In Portsmouth, students had planned a walkout for the morning but it was interrupted by the snow storm, which caused a delayed school opening.

But that didn’t keep Portsmouth students from having their message heard.

At one o’clock in the afternoon, several dozen students, flanked by encouraging adults, gathered in Market Square in downtown Portsmouth.

Many had been checked out of school by their parents to come to the event. Others left school on their own.

And unlike a similar event today at Concord High School, the students here were leaning into the politics of the moment. They held signs that read things like "protect kids, not guns" and "our lives are more important than your guns."

“I want to see change happen," said Nora Mitchell, a junior. "I want the government to notice us and know that we are done with this and we won’t stand for it any longer. We need better laws.”

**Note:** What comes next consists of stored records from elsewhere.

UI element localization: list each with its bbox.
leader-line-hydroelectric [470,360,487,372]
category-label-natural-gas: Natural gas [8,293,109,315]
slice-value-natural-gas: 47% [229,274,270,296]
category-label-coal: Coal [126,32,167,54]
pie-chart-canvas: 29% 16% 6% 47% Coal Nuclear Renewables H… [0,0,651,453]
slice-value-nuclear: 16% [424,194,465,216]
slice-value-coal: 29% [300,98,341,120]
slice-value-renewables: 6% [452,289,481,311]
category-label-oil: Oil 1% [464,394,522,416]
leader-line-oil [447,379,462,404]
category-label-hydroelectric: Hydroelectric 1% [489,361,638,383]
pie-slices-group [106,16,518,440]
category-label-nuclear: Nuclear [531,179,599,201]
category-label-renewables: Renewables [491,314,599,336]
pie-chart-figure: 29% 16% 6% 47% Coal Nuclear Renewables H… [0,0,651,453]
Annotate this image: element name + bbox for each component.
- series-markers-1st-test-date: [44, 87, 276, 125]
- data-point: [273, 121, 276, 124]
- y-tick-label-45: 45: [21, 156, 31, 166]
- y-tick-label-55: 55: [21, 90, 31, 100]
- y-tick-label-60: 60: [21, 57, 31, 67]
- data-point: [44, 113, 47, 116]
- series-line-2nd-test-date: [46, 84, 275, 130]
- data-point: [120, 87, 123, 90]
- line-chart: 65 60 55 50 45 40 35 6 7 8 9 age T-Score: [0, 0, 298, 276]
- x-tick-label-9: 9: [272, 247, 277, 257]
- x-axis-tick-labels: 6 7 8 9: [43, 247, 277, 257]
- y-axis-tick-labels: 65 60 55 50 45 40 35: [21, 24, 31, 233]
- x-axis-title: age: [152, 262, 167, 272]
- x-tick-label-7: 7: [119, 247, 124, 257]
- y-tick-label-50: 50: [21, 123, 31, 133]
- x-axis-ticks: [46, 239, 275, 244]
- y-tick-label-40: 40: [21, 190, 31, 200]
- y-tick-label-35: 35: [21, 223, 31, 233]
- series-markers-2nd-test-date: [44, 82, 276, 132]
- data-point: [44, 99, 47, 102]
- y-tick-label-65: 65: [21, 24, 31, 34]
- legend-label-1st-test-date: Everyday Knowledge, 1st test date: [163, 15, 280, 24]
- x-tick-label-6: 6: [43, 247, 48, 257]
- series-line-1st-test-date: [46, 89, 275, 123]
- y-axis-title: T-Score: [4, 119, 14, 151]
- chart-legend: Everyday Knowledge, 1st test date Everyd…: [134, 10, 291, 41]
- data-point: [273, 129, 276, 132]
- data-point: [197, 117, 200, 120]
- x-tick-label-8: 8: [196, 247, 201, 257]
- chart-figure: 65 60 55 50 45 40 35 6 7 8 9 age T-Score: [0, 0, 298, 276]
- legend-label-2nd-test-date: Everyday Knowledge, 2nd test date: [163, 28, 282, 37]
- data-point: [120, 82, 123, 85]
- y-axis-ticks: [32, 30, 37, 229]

Adults, including some teachers, mostly hung back, offering words of encouragement to the students leading the event. 

Credit Jason Moon / NHPR
Portsmouth High School students called on state and federal lawmakers to enact tougher restrictions on guns.

The students received a mostly positive reaction from motorists making their way through Market Square.

Portsmouth High School student John McDevitt said holding the protest here, where they have an actual audience, was better than what the school would have allowed them to do on campus. "I don't know if this group of kids is going to change something just by coming out here today," he said. "But I know that nothing is going to happen if we stay in our schools. And I know that - I'm 17, I don't know what I can do, but I know that I can do this."

The political nature of the protest drew some negative reactions. At one point, a student chant referred to the NRA with an expletive. A motorist driving by honked his horn and shook his finger at the crowd as if to say "shame on you."

But it wasn’t just the attention of passers-by that the students attracted.

Four Democrats running for the state’s 1st Congressional District made appearances. They called the students inspiring -- and, perhaps, looked to see who was old enough to vote this fall.